Source:ed.gov
Source:ed.gov

By Mary Beth Breckenridge
Akron Beacon Journal (TNS)

Saturday is Pi Day.

But not just any Pi Day.

It’s the mother of all Pi Days. Pi Day of the Century.

It’s 3-14-15 – as any good geek KNOWS, a date that corresponds with 3.1415, the first five digits of the infinite number pi. That calendar coincidence has math fans practically wriggling with glee, not to mention those who just appreciate the whimsy of celebrating a number that sounds like pastry.

You might say that’s irrational. Mathematicians would agree.

And therein lies the delight of Pi Day.

You probably remember pi from grade school, but here’s a quick refresher: Pi is the number that approximates the ratio of a circle’s circumference to its diameter. In other words, if you divide the circumference of any circle by its diameter, you always get pi, an irrational number that starts with 3.1415 and goes on forever. It shares its name with the 16th letter of the Greek alphabet.

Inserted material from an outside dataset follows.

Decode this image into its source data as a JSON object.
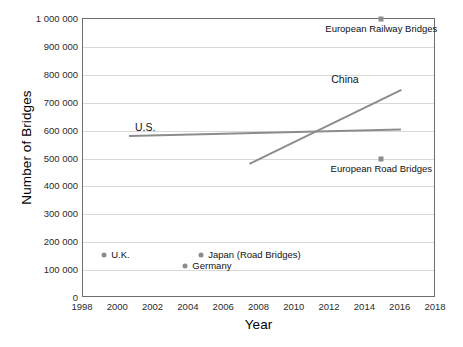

The idea of celebrating Pi Day on March 14 – coincidentally, Albert Einstein’s birthday – started in the 1980s. The first large-scale celebration was organized in 1988 at the Exploratorium museum in San Francisco, and Pi Day got a boost two decades later when the U.S. House of Representatives passed a resolution supporting its celebration in 2009.

“It’s mind-blowing to think about a number that’s infinite and non-repeating,” said Dante Centuori, director of creative productions at Cleveland’s Great Lakes Science Center. Add to that the fact that pi sounds like pie, and you have a sweet connection the ancient Greeks couldn’t possibly have dreamed up, Centuori said.

Some just couldn’t wait for the big day. The members of the Undergraduate Mathematics Club at Kent State University celebrated at its biweekly meeting earlier this week with activities that included a talk on the history of pi, a debate on the merits of pi vs. tau (that’s 2 times pi, for you English majors) and a beauty contest comparing the complexity of the various fractions and formulas used to approximate pi.

Club secretary Courtney Augustine said before the meeting that the members would also be guessing the circumference of the pizzas being served.

Who said math can’t be fun?

FUN WITH PI …
Some online resources to celebrate Pi Day.
Pi calculated to 10 million digits: http://pi.karmona.com.
Pi poem: www.pi314.net/eng/poemes. A poem created from words that are the same lengths as the first 740 digits of pi.
A Piece of Pi: http://tinyurl.com/pieceofpi. Violin composition created by assigning musical notes to numbers and substituting those notes for the digits of pi to 220 decimal places.
Pi rap: http://tinyurl.com/pirapvideo.
Pi search: www.angio.net/pi. Search for a birthday, phone number of any other string of numbers to find out whether and where it occurs in pi.